Margaret Atwood, The Blind Assassin

"What you don’t know won’t hurt you. A dubious maxim: sometimes what you don’t know can hurt you very much."

Margaret Atwood, The Blind Assassin

"I shouldn't have taken a vow of silence, I told myself. What did I want? Nothing much. Just a memorial. But what is a memorial, when you come right down to it, but a commemoration of wounds endured? Endured, and resented. Without memory, there can be no revenge."

Margaret Atwood, The Blind Assassin

"I thought my heart was pure. We do like to have such good opinions of our own motives when we're about to do something harmful, to someone else."

Margaret Atwood, The Blind Assassin

"But what is a memorial, when you come right down to it, but a commemoration of wounds endured? Endured, and resented. Without memory, there can be no revenge."

Margaret Atwood, The Blind Assassin

"They were new money, without a doubt: so new it shrieked. Their clothes looked as it they'd covered themselves in glue, then rolled around in hundred-dollar bills."

Margaret Atwood, The Blind Assassin

"I feel despised there, for having so little money; also for once having had so much. I never actually had it, of course. Father had it, and then Richard. But money was imputed to me, the same way crimes are imputed to those who've simply been present at them."

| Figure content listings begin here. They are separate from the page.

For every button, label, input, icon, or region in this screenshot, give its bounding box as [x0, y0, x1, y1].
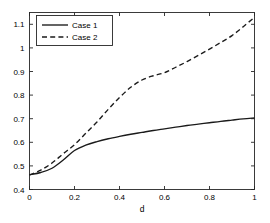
y-tick-label: 1 — [20, 44, 25, 53]
x-tick-label: 0.4 — [114, 193, 126, 202]
x-tick-label: 0.2 — [69, 193, 81, 202]
y-tick-label: 0.6 — [13, 138, 25, 147]
figure-canvas: 00.20.40.60.81 0.40.50.60.70.80.911.1 Ca… — [0, 0, 270, 223]
legend-label-case-2: Case 2 — [72, 33, 98, 42]
x-tick-label: 0.8 — [204, 193, 216, 202]
y-tick-label: 0.8 — [13, 91, 25, 100]
x-axis-tick-labels: 00.20.40.60.81 — [27, 193, 257, 202]
y-tick-label: 0.5 — [13, 162, 25, 171]
y-tick-label: 0.7 — [13, 115, 25, 124]
x-tick-label: 1 — [252, 193, 257, 202]
x-axis-title: d — [140, 204, 145, 214]
y-tick-label: 0.9 — [13, 68, 25, 77]
y-tick-label: 0.4 — [13, 186, 25, 195]
y-tick-label: 1.1 — [13, 20, 25, 29]
y-axis-tick-labels: 0.40.50.60.70.80.911.1 — [13, 20, 25, 194]
x-tick-label: 0.6 — [159, 193, 171, 202]
line-chart: 00.20.40.60.81 0.40.50.60.70.80.911.1 Ca… — [0, 0, 270, 223]
legend[interactable]: Case 1 Case 2 — [37, 16, 113, 46]
series-line-case-1 — [30, 118, 255, 175]
legend-label-case-1: Case 1 — [72, 21, 98, 30]
x-tick-label: 0 — [27, 193, 32, 202]
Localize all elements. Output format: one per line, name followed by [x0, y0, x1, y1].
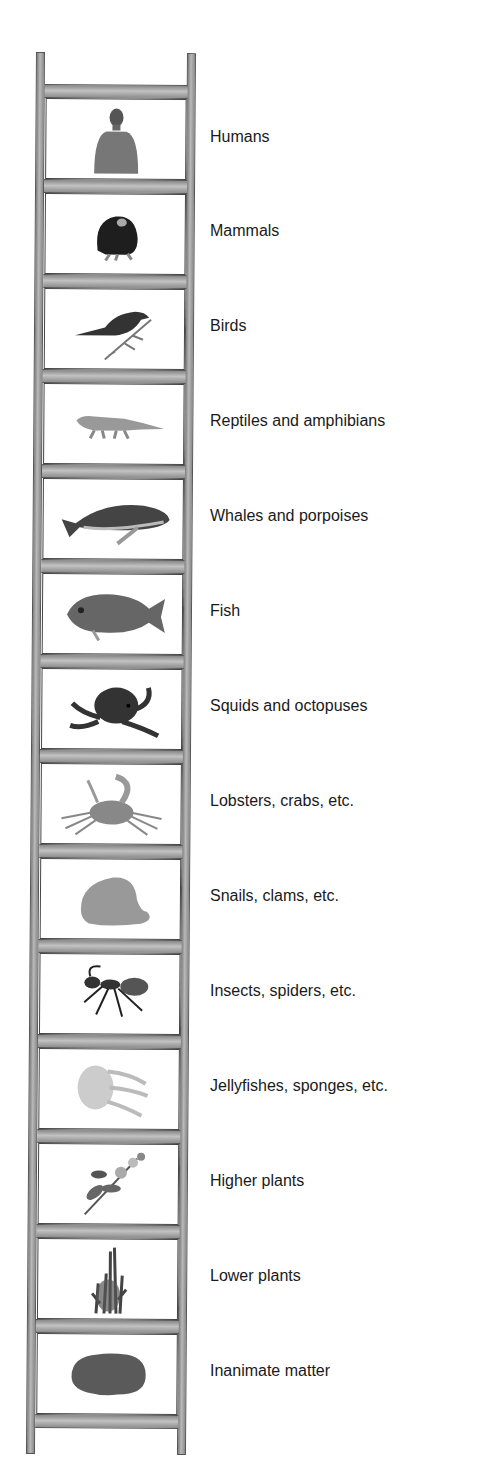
- crab-icon: [51, 768, 172, 841]
- ladder-rung: [36, 1319, 179, 1334]
- ladder-rung: [42, 464, 185, 479]
- ladder-rung: [41, 654, 184, 669]
- label-lower-plants: Lower plants: [210, 1267, 301, 1285]
- ladder-rung: [38, 1034, 181, 1049]
- panel-lobsters: [40, 763, 182, 845]
- ladder-rung: [43, 369, 186, 384]
- mammal-icon: [55, 198, 176, 271]
- label-snails: Snails, clams, etc.: [210, 887, 339, 905]
- clam-icon: [50, 863, 171, 936]
- bird-icon: [54, 293, 175, 366]
- panel-squids: [41, 668, 183, 750]
- panel-higher-plants: [38, 1143, 180, 1225]
- octopus-icon: [52, 673, 173, 746]
- ladder-rung: [45, 84, 188, 99]
- ladder-rung: [37, 1129, 180, 1144]
- panel-insects: [39, 953, 181, 1035]
- label-jellyfishes: Jellyfishes, sponges, etc.: [210, 1077, 388, 1095]
- ant-icon: [50, 958, 171, 1031]
- human-icon: [56, 103, 177, 176]
- panel-lower-plants: [37, 1238, 179, 1320]
- panel-inanimate-matter: [36, 1333, 178, 1415]
- ladder-rung: [39, 844, 182, 859]
- panel-reptiles: [43, 383, 185, 465]
- rock-icon: [47, 1338, 168, 1411]
- panel-snails: [40, 858, 182, 940]
- label-inanimate-matter: Inanimate matter: [210, 1362, 330, 1380]
- panel-whales: [42, 478, 184, 560]
- label-insects: Insects, spiders, etc.: [210, 982, 356, 1000]
- moss-icon: [47, 1243, 168, 1316]
- label-humans: Humans: [210, 128, 270, 146]
- ladder-rung: [41, 559, 184, 574]
- panel-fish: [42, 573, 184, 655]
- label-squids: Squids and octopuses: [210, 697, 367, 715]
- ladder-rung: [43, 274, 186, 289]
- label-birds: Birds: [210, 317, 246, 335]
- panel-mammals: [44, 193, 186, 275]
- panel-jellyfishes: [38, 1048, 180, 1130]
- label-lobsters: Lobsters, crabs, etc.: [210, 792, 354, 810]
- ladder-rung: [37, 1224, 180, 1239]
- panel-birds: [44, 288, 186, 370]
- reptile-icon: [54, 388, 175, 461]
- ladder-rung: [35, 1414, 178, 1429]
- label-mammals: Mammals: [210, 222, 279, 240]
- label-reptiles: Reptiles and amphibians: [210, 412, 385, 430]
- whale-icon: [53, 483, 174, 556]
- jellyfish-icon: [49, 1053, 170, 1126]
- ladder-rung: [39, 939, 182, 954]
- label-higher-plants: Higher plants: [210, 1172, 304, 1190]
- flowering-plant-icon: [48, 1148, 169, 1221]
- ladder-rung: [44, 179, 187, 194]
- ladder-rung: [40, 749, 183, 764]
- panel-humans: [45, 98, 187, 180]
- fish-icon: [52, 578, 173, 651]
- label-whales: Whales and porpoises: [210, 507, 368, 525]
- label-fish: Fish: [210, 602, 240, 620]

Margaret Atwood, The Blind Assassin

"In the old days, trouble was kept in the family, which is still the best place for it, not that there's ever a best place for trouble. Why stir everything up again after that many years, with all concerned tucked, like tired children, so neatly into their graves?"

Margaret Atwood, The Blind Assassin

"Farewells can be shattering, but returns are surely worse. Solid flesh can never live up to the bright shadow cast by its absence. Time and distance blur the edges; then suddenly the beloved has arrived, and it's noon with its merciless light, and every spot and pore and wrinkle and bristle stands clear."

Margaret Atwood, The Blind Assassin

"But thoughtless ingratitude is the armour of the young; without it, how would they ever get through life? The old wish the young well, but they wish them ill also: they would like to eat them up, and absorb their vitality, and remain immortal themselves. Without the protection of surliness and levity, all children would be crushed by the past - the past of others, loaded on their shoulders. Selfishness is their saving grace."

Margaret Atwood, The Blind Assassin

"What fabrications they are, mothers. Scarecrows, wax dolls for us to stick pins into, crude diagrams. We deny them an existence of their own, we make them up to suit ourselves -- our own hungers, our own wishes, our own deficiencies."

Margaret Atwood, The Blind Assassin

"All stories are about wolves. All worth repeating, that is. Anything else is sentimental drivel."

Margaret Atwood, The Blind Assassin

"...He was wrong about the sadness though: far better to have it when you're young. A sad pretty girl inspires the urge to console, unlike a sad old crone."

Margaret Atwood, The Blind Assassin

"Sympathy from strangers can be ruinous."